### What this task involves:
Unless a line falls after the one with "pyautogui.click(x=<x>, y=<y>)", retype it exactly from the records below; leave out all pictures.

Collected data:
——————————

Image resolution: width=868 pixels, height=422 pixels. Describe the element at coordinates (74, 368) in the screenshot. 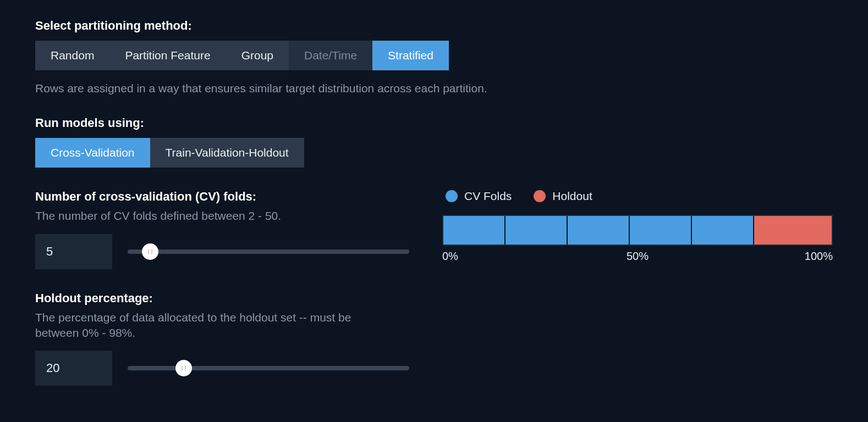

I see `holdout-input` at that location.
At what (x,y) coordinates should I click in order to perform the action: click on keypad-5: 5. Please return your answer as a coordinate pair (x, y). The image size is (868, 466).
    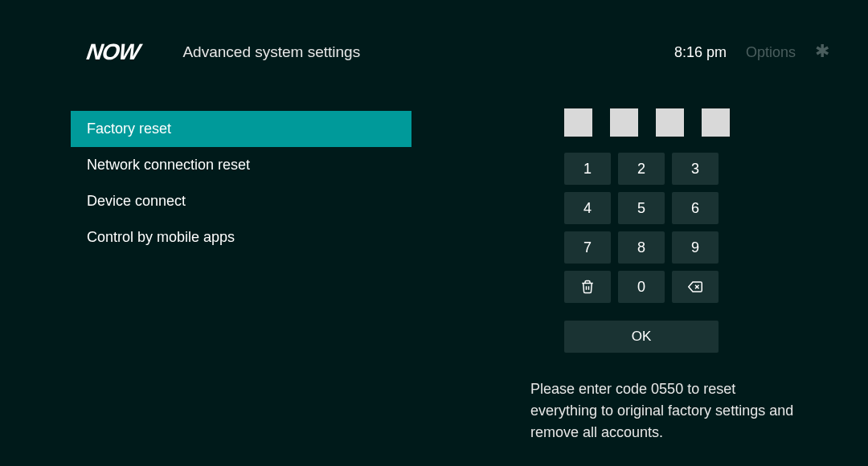
    Looking at the image, I should click on (641, 208).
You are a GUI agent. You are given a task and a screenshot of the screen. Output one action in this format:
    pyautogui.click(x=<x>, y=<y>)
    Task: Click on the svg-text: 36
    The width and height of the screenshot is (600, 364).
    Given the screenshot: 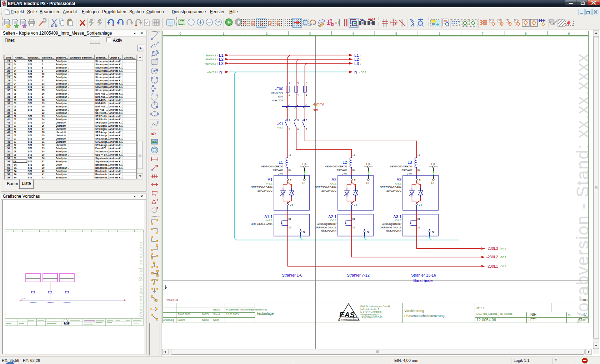 What is the action you would take?
    pyautogui.click(x=44, y=158)
    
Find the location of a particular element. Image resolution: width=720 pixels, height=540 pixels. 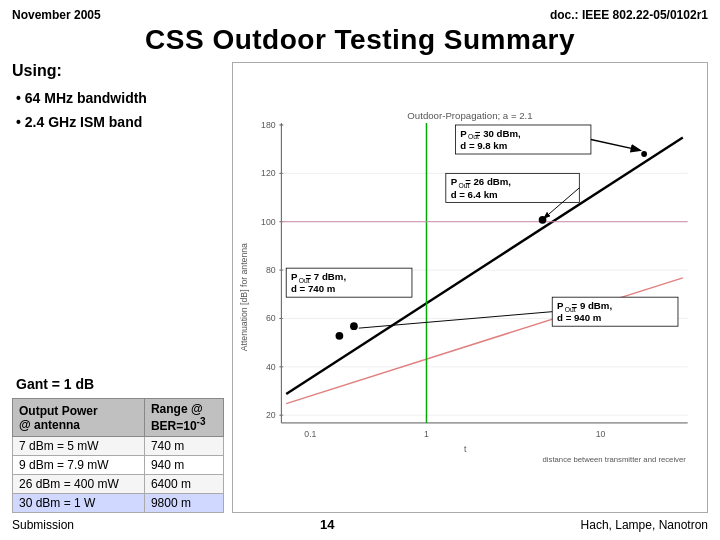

——————————

### Problem solution:
Image resolution: width=868 pixels, height=422 pixels. Describe the element at coordinates (74, 368) in the screenshot. 

I see `holdout-input` at that location.
At what (x,y) coordinates should I click in order to perform the action: click on keypad-5: 5. Please return your answer as a coordinate pair (x, y). The image size is (868, 466).
    Looking at the image, I should click on (641, 208).
You are a GUI agent. You are given a task and a screenshot of the screen. Output one action in this format:
    pyautogui.click(x=<x>, y=<y>)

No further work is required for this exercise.